Hockey History
After 2,000 Games in San Jose, It’s Still the Right Place, Right Time for Randy Hahn
It was right place, right time for San Jose Sharks icon Randy Hahn.
In 1988, the Edmonton native and his then-wife, meteorologist Roberta Gonzales, were living in San Diego. But Gonzales had just been hired by a San Jose television station, and Hahn saw a column in the San Jose Mercury News that would change his life.
“We paid to have the Mercury News mailed to us, in those days you could buy a subscription by mail, there was no internet then. It’d be like three or four days old, but we wanted to start to get a feel for the community by reading the paper, and also, looking at ads for places to rent because we were going to move there and whatnot,” the San Jose Sharks TV play-by-play man, on the eve of 2,000 games called, told San Jose Hockey Now.

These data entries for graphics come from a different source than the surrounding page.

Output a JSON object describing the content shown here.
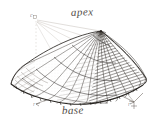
{
  "figure": {
    "kind": "engraving",
    "background_color": "#ffffff",
    "ink_color": "#3b3530",
    "shade_color": "#2b2622",
    "guide_color": "#b9b2aa",
    "labels": {
      "apex": "apex",
      "base": "base",
      "vertex_c": "c",
      "base_left_tick": "r",
      "base_right_tick": "r"
    },
    "geometry": {
      "apex_point": [
        101,
        31
      ],
      "base_left": [
        11,
        84
      ],
      "base_right": [
        146,
        78
      ],
      "base_front_low": [
        78,
        104
      ],
      "construction_vertex": [
        36,
        19
      ],
      "rib_count": 22,
      "arc_count": 5
    }
  }
}
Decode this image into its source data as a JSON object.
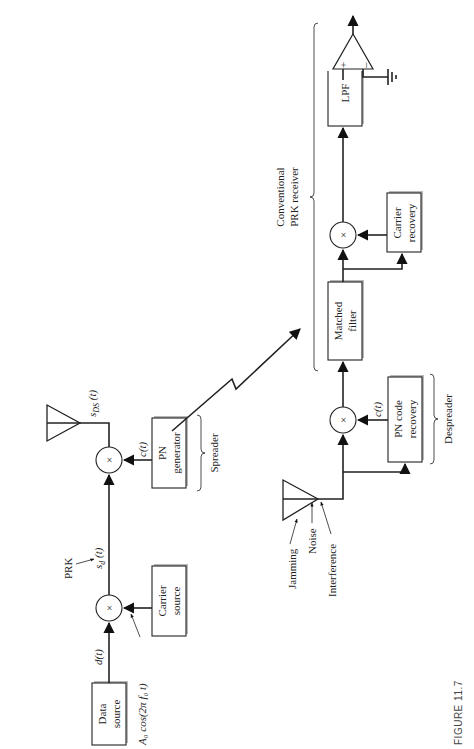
{
  "figure": {
    "caption": "FIGURE 11.7"
  },
  "transmitter": {
    "data_source": [
      "Data",
      "source"
    ],
    "data_signal": "d(t)",
    "carrier_source": [
      "Carrier",
      "source"
    ],
    "carrier_signal": "A₀ cos(2π f₀ t)",
    "prk_label": "PRK",
    "prk_signal": "s",
    "prk_signal_sub": "d",
    "prk_signal_arg": " (t)",
    "mixer_symbol": "×",
    "pn_generator": [
      "PN",
      "generator"
    ],
    "code_signal": "c(t)",
    "spreader_label": "Spreader",
    "ds_signal": "s",
    "ds_signal_sub": "DS",
    "ds_signal_arg": " (t)"
  },
  "channel": {
    "impairments": [
      "Jamming",
      "Noise",
      "Interference"
    ]
  },
  "receiver": {
    "pn_code_recovery": [
      "PN code",
      "recovery"
    ],
    "code_signal": "c(t)",
    "despreader_label": "Despreader",
    "matched_filter": [
      "Matched",
      "filter"
    ],
    "mixer_symbol": "×",
    "carrier_recovery": [
      "Carrier",
      "recovery"
    ],
    "lpf": "LPF",
    "comparator_plus": "+",
    "comparator_minus": "–",
    "conventional_label": [
      "Conventional",
      "PRK receiver"
    ]
  }
}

“There was a very famous writer for the Mercury News. It was a local notes column. It was like Herb Caen in San Francisco at the Chronicle. This guy’s name was Leigh Weimers, and he would write about local things, local stories, local personalities, things that were going on around town. It was probably the most widely read thing in the Mercury News, outside of the sports page or the financial page.
“And in Leigh Weimers’s column was a story about a group of hockey enthusiasts who were going to meet at the House of Pizza in San Jose, which still exists to this day, and they were going to talk about trying to bring an NHL team to San Jose.”